Anna Anselmo (Aosta Valley University), “Out of Step, Out of Time: John Polidori’s Asynchrony”

18.15–19.30
Keynote Lecture 2: „Dementia Poetics“, Tim Fulford (De Montfort University)
Chair: Pieter Vermeulen (University of Leuven)

Friday 13 December

09.00–10.30
Concurrent Sessions 3 3A. Greening Lateness
Ross Wilson (University of Cambridge), “Shelley’s Vines: Rewilding the Ruins?”
Christoph Richter-Rodiek (University of Leuven), “Back to the Future: Renegotiating Nature in Contemporary British and German Nature Writing”
Milica Zivkovic (University of Nis), “A Contact Zone of the Human and the Inhuman in Mary Shelley’s The Last Man”

10.45–12.00
Plenary Seminar 1: “Contemporary Constellations of Late Romanticism: Lastness, Lateness, and other Romantic Leave-takings”
David L. Clark (McMaster University) and Jacques Khalip (Brown University)

13.30-15.00
Concurrent Sessions 4 4A. Late Things: Theories of the Late and Last
Chair: Simon Swift (University of Geneva)
Gregory Jones-Katz (Chinese University of Hong Kong), “Twilight Romanticism: Jew Critics at Yale”
Andrea Timár (Eötvös Loránd University and Central European University), “How a ‘human being may be dehumanised’? – Late Coleridge, Modernity, and Belatedness”
Miroslava Horová (Charles University of Prague), “‘We are born for lateness’ – Byron, Cixous and the Unbearable Lateness of Being”

16.45–17.45
Concurrent Sessions 5 5B. Transnational Lateness
Chair: Matthew Sangster (University of Glasgow)
Ernest De Clerck (University of Leuven): “Letters from Anywhere: Late Romantic Magazines Crossing Borders”
James Thomas (Independent), “From Thomas Roscoe to Louisa Costello: English Translations of Occitan Literature, 1823–1844”

17.45–19.00
Keynote Lecture 3: “Always Untimely, But Never Too Late: Romanticism in These Times”
The Second Annual Geoffrey Hartman Memorial Lecture
Sponsored by the Institute for Jewish Studies (University of Antwerp)

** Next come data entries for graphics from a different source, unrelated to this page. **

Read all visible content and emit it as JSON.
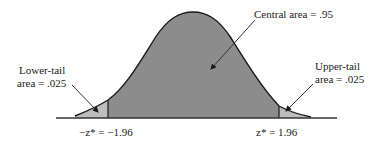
{
  "diagram": {
    "type": "normal-distribution-critical-values",
    "labels": {
      "central": "Central area = .95",
      "lower_tail_line1": "Lower-tail",
      "lower_tail_line2": "area = .025",
      "upper_tail_line1": "Upper-tail",
      "upper_tail_line2": "area = .025",
      "lower_z": "−z* = −1.96",
      "upper_z": "z* = 1.96"
    },
    "values": {
      "central_area": 0.95,
      "lower_tail_area": 0.025,
      "upper_tail_area": 0.025,
      "lower_critical_z": -1.96,
      "upper_critical_z": 1.96
    },
    "colors": {
      "central_fill": "#8c8c8c",
      "tail_fill": "#bdbdbd",
      "curve_stroke": "#1a1a1a",
      "axis": "#333333"
    }
  }
}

Sara Guyer (University of Wisconsin-Madison)
Chair: Ortwin de Graef (University of Leuven)

Saturday 14 December

11.00–12.30
Concurrent Sessions 6 6A. What the Victorians Made of Romanticism: Romantic Victorians
Chair: Raphaël Ingelbien (University of Leuven)
Julie Donovan (George Washington University), “Irish Romantic Victorians & Harriet Martineau”
Deaglán Ó Donghaile (Liverpool John Moores University), “Oscar Wilde‘s Late Romanticism”
David Sigler (University of Calgary), ““Perhaps you were never in Belgium?”: Expatriate Englishness as Late Romanticism in Charlotte Brontë’s The Professor”

14.00–15.15
Keynote Lecture 4: „The Late-Romantic Information Age“, Angela Esterhammer (University of Toronto
Chair: Tom Toremans

 

Notes

[1] https://www.arts.kuleuven.be/lateromanticism, accessed on December, 21, 2019.

[2] Ibid.

[3] Ibid.

[4] Jacques Khalip: Last Things. Disastrous Form from Kant to Hujar, Fordham Univ. Press 2018.